Nicolas Maduro followed Hugo Chavéz as president of Venezuela.

Nicolas Maduro followed Hugo Chavéz as president of Venezuela. Ariana Cubillos/AP

Viral We the People petition seems to have been most popular abroad.

The petition website designed to give citizens “a direct line to the White House on the issues and concerns that matter most” is proving popular outside the U.S. as well.

An April 15 We the People petition asking the Obama administration to urge a recount in the Venezuelan presidential election skyrocketed to nearly 100,000 signatures in just two days online, making it one of the fastest growing petitions ever posted to the 19-month-old White House website.

The petition has now received 124,000 signatures and is the second most popular unanswered petition on We the People. It was filed the day after Nicolas Maduro, the handpicked successor of Venezuela’s late President Hugo Chavez, narrowly defeated challenger Henrique Capriles Radonski to win the South American nation’s top office. Capriles has challenged the result , citing voting irregularities.

Nearly 70 percent of people who virtually signed the Venezuela petition did not include a U.S.-based location stamp in their signature, according to a Nextgov analysis , suggesting many of those signatures originated from abroad.

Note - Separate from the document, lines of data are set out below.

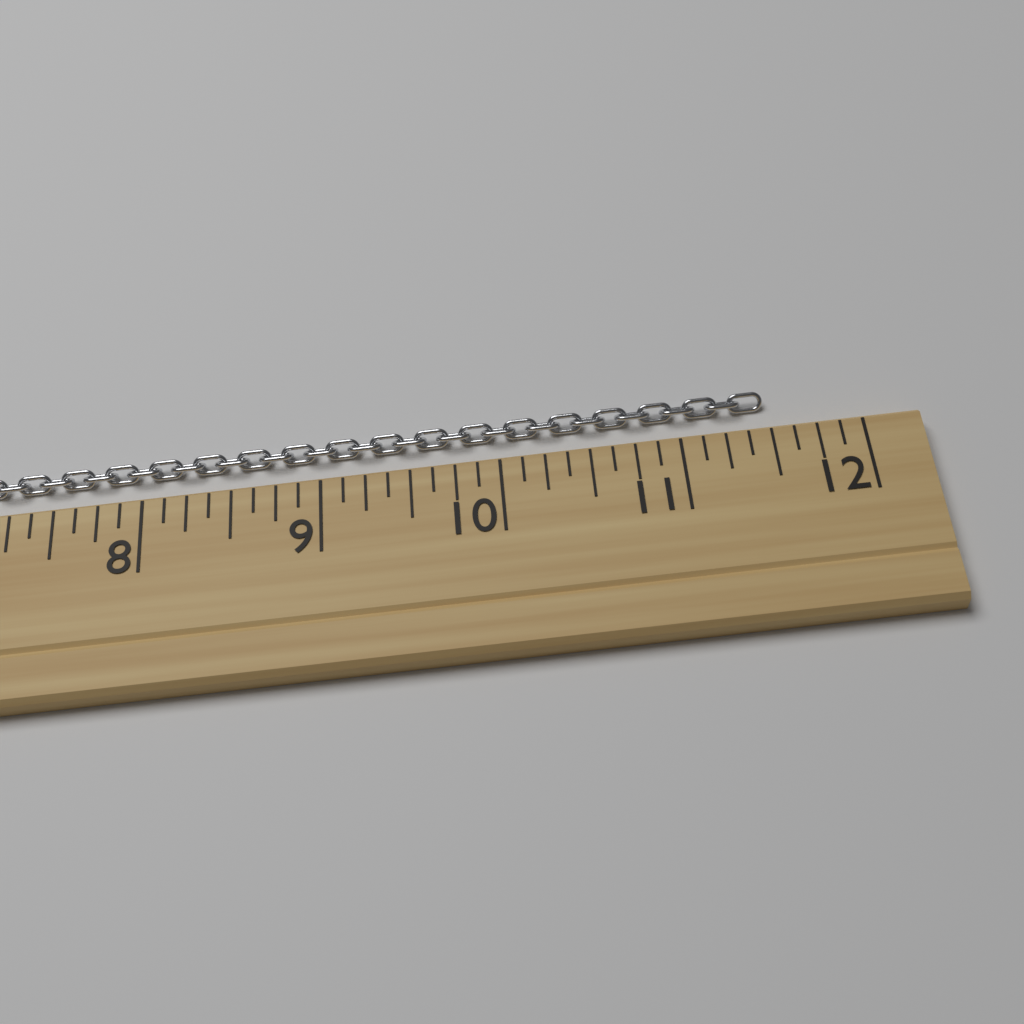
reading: 11.500 (no unit)
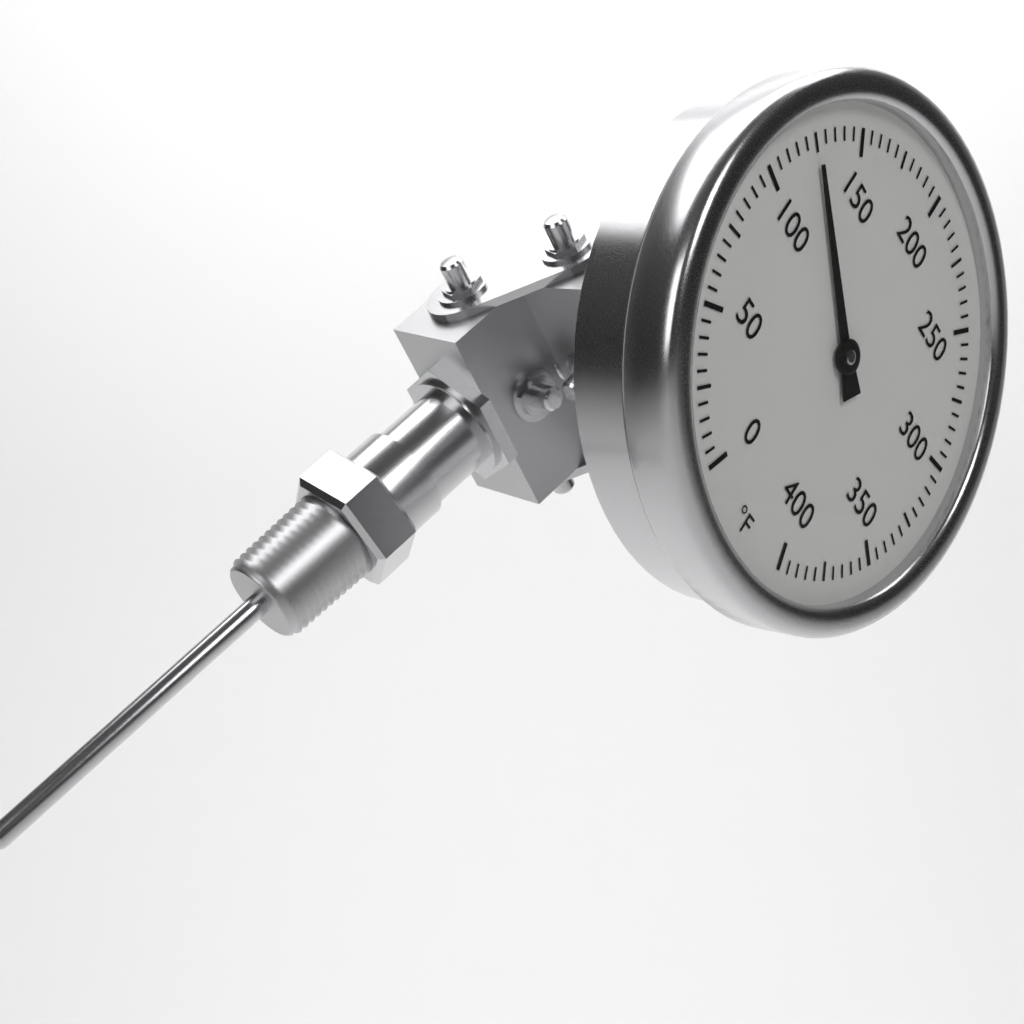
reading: 125 °F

By comparison, 89 percent of signatures on a Nov. 10, 2012 petition demanding a recount of the U.S. presidential election included U.S. location stamps, Nextgov found . That petition received more than 72,000 signatures. Petitions now must garner 100,000 signatures to get an official government response, though that threshold was lower in the past.

We the People does not allow signers to list international locations when they register with the site and does not require location stamps from U.S.-based registrants. There is no way to determine how many of the signers without location stamps were based in Venezuela versus other nations or to verify that people who register with We the People are located where they say they are.

Nextgov’s analysis was based on 84,379 signatures, or about 68 percent of all signatures on the petition as of April 23. Because of technological limitations we were unable to analyze 100 percent of signatures.

We the People’s popularity abroad has been evident in the past. Petitions asking the president to weigh in on a dispute between South Korea and Japan over the appropriate name for the body of water that separates the two nations, for instance, received more than 120,000 signatures in April 2012. Kurt Campbell, then assistant secretary of state for East Asian and Pacific affairs, responded to that petition in July 2012, stating the U.S. would not change its longstanding policy of referring to the water body as the Sea of Japan.

The 32 percent of Venezuela petition signatures that included U.S. location stamps were concentrated in states with large Hispanic populations.

Half of those signatures came from Florida and an additional 19 percent came from Texas, New York and California. Only 31 percent came from the remaining 46 states. Signatures on the U.S. recount petition were much more widely distributed with no single state accounting for more than 2 percent of the whole.

On the Venezuela petition, Miami alone accounted for 23 percent of all signatures with a location stamp. South Florida hosts one of the largest and fastest growing populations of Venezuelan immigrants in the U.S.

The next five cities with the most petition signers were Fort Lauderdale, Fla.; Houston; Hollywood, Fla.; Orlando, Fla.; and New York City.


[Figures in the graphic below are based on a Nextgov analysis of 84,379 petition signatures, or 68 percent of all signatures as of April 23. Because of technological limitations we were unable to analyze 100 percent of signatures.]